Occupation Profile
Working in-house
"Running a business is all about establishing relationships to help your business run," explains Daniel Bookvar. "In-house lawyers document and solidify the relationships for your organization. These lawyers create contracts with suppliers, and contracts with customers, and contracts with the people who keep the lights on. The most technical transactions are always outsourced. If you think of your relationship with your doctors, the in-house counsel is like the general practitioner. He's the one with the close relationship with the patient, and he knows how the arm relates to the head and how the head relates to the neck bone, but he's not the guy you pull in for hand surgery."
The duties of an in-house attorney can vary greatly depending on the company and the position. Some lawyers with corporate law training end up managing litigation in addition to drafting and negotiating contracts and leases. "I get in between 9:00 and 9:30 and leave between 7:00 and 7:30," reports the in-house counsel of a New York media company. "As soon as I get in there's a phone call from a business person asking me to look at a document or asking me to help out with something. I'm constantly looking at documents, marking them up and having discussions with the business people about how long we want the term of sale to be, or how to establish pricing, or "Gee, does this really make sense given what you've told me?" I'm constantly on the phone, either with my own clients (the company's business or sales people) or with the other side. It's an incredibly interesting day."
For many attorneys, their jobs in the legal departments of corporations end up involving more than pure legal work. They also use an intuitive or acquired understanding of the business side of the company. It's often at in-house positions that an MBA or equivalent business training will prove most helpful.
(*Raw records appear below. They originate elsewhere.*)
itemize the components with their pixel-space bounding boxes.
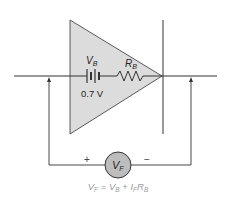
formula: VF = VB + IFRB <box>88 181 149 193</box>
plus-sign: + <box>84 154 90 165</box>
resistor-subscript: B <box>132 63 137 70</box>
probe-lead-right <box>131 80 191 165</box>
diode-triangle <box>70 20 162 134</box>
arrow-up-icon <box>47 77 51 82</box>
minus-sign: − <box>144 154 150 165</box>
battery-subscript: B <box>93 60 98 67</box>
arrow-up-icon <box>189 77 193 82</box>
diode-equivalent-circuit: VF + − VB 0.7 V RB VF = VB + IFRB <box>0 0 227 202</box>
battery-value: 0.7 V <box>81 88 104 99</box>
meter-subscript: F <box>119 165 124 172</box>
resistor-symbol: R <box>125 58 132 69</box>
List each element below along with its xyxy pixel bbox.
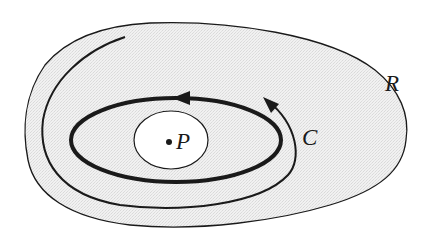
point-p-dot xyxy=(166,139,172,145)
contour-label: C xyxy=(302,126,317,149)
diagram-canvas xyxy=(0,0,432,245)
region-contour-diagram: R C P xyxy=(0,0,432,245)
region-r-outline xyxy=(25,23,407,227)
point-label: P xyxy=(176,130,190,153)
region-label: R xyxy=(385,72,399,95)
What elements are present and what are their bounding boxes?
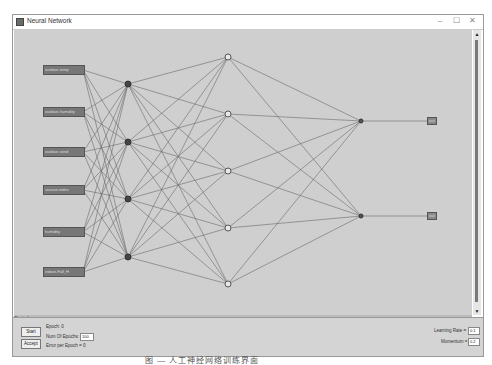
hidden2-neuron <box>225 168 231 174</box>
input-node-label: season-index <box>43 185 85 195</box>
learning-rate-label: Learning Rate = <box>434 328 466 333</box>
network-canvas: outdoor-tempoutdoor-humidityoutdoor-wind… <box>14 30 472 315</box>
connection-line <box>83 152 128 257</box>
connection-line <box>83 84 128 152</box>
hidden2-neuron <box>225 111 231 117</box>
connection-line <box>128 199 228 228</box>
start-button[interactable]: Start <box>21 327 41 337</box>
output-neuron <box>359 214 363 218</box>
connection-line <box>83 142 128 272</box>
connection-line <box>83 84 128 190</box>
connection-line <box>128 84 228 228</box>
connection-line <box>228 121 361 284</box>
scroll-down-icon[interactable]: ▼ <box>473 307 481 315</box>
connection-line <box>228 121 361 171</box>
close-button[interactable]: ✕ <box>465 16 479 25</box>
output-node-label: out <box>427 117 437 125</box>
output-node-label: out <box>427 212 437 220</box>
input-node-label: indoor-Fall_H <box>43 267 85 277</box>
hidden1-neuron <box>125 196 131 202</box>
scroll-up-icon[interactable]: ▲ <box>473 30 481 38</box>
maximize-button[interactable]: ☐ <box>449 16 463 25</box>
connection-line <box>83 142 128 152</box>
connection-line <box>83 70 128 84</box>
connection-line <box>228 57 361 216</box>
connection-line <box>128 57 228 84</box>
connection-line <box>128 257 228 284</box>
connection-line <box>128 199 228 284</box>
connection-line <box>128 142 228 284</box>
connection-line <box>228 57 361 121</box>
window-title: Neural Network <box>27 17 72 24</box>
epoch-label: Epoch: 0 <box>46 324 64 329</box>
num-epochs-input[interactable]: 100 <box>80 333 94 341</box>
connection-line <box>228 114 361 216</box>
accept-button[interactable]: Accept <box>21 339 41 349</box>
minimize-button[interactable]: – <box>433 16 447 25</box>
connection-line <box>128 57 228 199</box>
hidden1-neuron <box>125 81 131 87</box>
num-epochs-label: Num Of Epochs: <box>46 334 79 339</box>
connection-line <box>83 190 128 257</box>
hidden2-neuron <box>225 225 231 231</box>
hidden1-neuron <box>125 254 131 260</box>
connection-line <box>228 171 361 216</box>
connection-line <box>128 57 228 257</box>
momentum-input[interactable]: 0.2 <box>468 338 480 346</box>
controls-panel: Start Accept Epoch: 0 Num Of Epochs: 100… <box>12 317 484 357</box>
connection-line <box>128 84 228 114</box>
input-node-label: humidity <box>43 227 85 237</box>
connection-line <box>228 121 361 228</box>
hidden1-neuron <box>125 139 131 145</box>
connection-line <box>83 152 128 199</box>
connection-line <box>228 114 361 121</box>
hidden2-neuron <box>225 54 231 60</box>
connection-line <box>128 114 228 257</box>
error-label: Error per Epoch = 0 <box>46 343 85 348</box>
connection-line <box>83 142 128 190</box>
output-neuron <box>359 119 363 123</box>
connection-line <box>83 84 128 272</box>
input-node-label: outdoor-temp <box>43 65 85 75</box>
title-bar: Neural Network – ☐ ✕ <box>13 15 483 30</box>
input-node-label: outdoor-wind <box>43 147 85 157</box>
connection-line <box>83 190 128 199</box>
input-node-label: outdoor-humidity <box>43 107 85 117</box>
connection-line <box>128 57 228 142</box>
app-window: Neural Network – ☐ ✕ outdoor-tempoutdoor… <box>12 14 484 334</box>
figure-caption: 图 — 人工神经网络训练界面 <box>145 354 259 365</box>
vertical-scrollbar[interactable]: ▲ ▼ <box>473 30 481 315</box>
learning-rate-input[interactable]: 0.1 <box>468 327 480 335</box>
hidden2-neuron <box>225 281 231 287</box>
momentum-label: Momentum = <box>441 339 467 344</box>
connection-line <box>83 257 128 272</box>
connection-line <box>128 228 228 257</box>
app-icon <box>16 18 24 26</box>
scroll-thumb[interactable] <box>475 40 478 302</box>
The advantages of going in-house are many. Some lawyers set their own hours and can choose to work at home on occasion. Some must follow stricter schedules and be in the office between certain hours of the day. Many lawyers, particularly in smaller legal departments, feel a greater sense of autonomy than they did as associates at a law firm. Since the company has hand-picked them from large law firms, the company assumes these lawyers are already well-trained and do not need to have their work constantly reviewed. This independence can be a tremendous change for an attorney coming out of a large firm. Some have described it as feeling as though they're finally back in control of their lives. Many lawyers also thrive on the constant communication with the business people of the country. Every lawyer cites the freedom from billable hours. "The billable hour requirement," muses one in-house attorney, "just makes things worse. I think I've worked more hours straight through while in-house than while I was in a law firm. I think the pressure to constantly be billing hours in some ways slowed me down. Now I don't even think about it; I just get a lot of work done because I have a lot of different things that have to be done."
Another difference between practicing in a firm and working in-house is in the type of agreements in-house lawyers draft and negotiate. Companies aren't usually buying and selling each other every day, so in-house lawyers are no longer doing as much of the merger and acquisition work common to the training of a large law firm associate. Instead, they focus on what the company does on a daily basis, which could be selling a product or a service or pieces of real estate. In-house lawyers report that this work involves very different agreements and takes place at a completely different pace. Commercial law (the law of buying and selling goods and services) uses a more standard form contract and many of the discussions are around purely commercial terms -- such as the pricing, the quantity, and so on.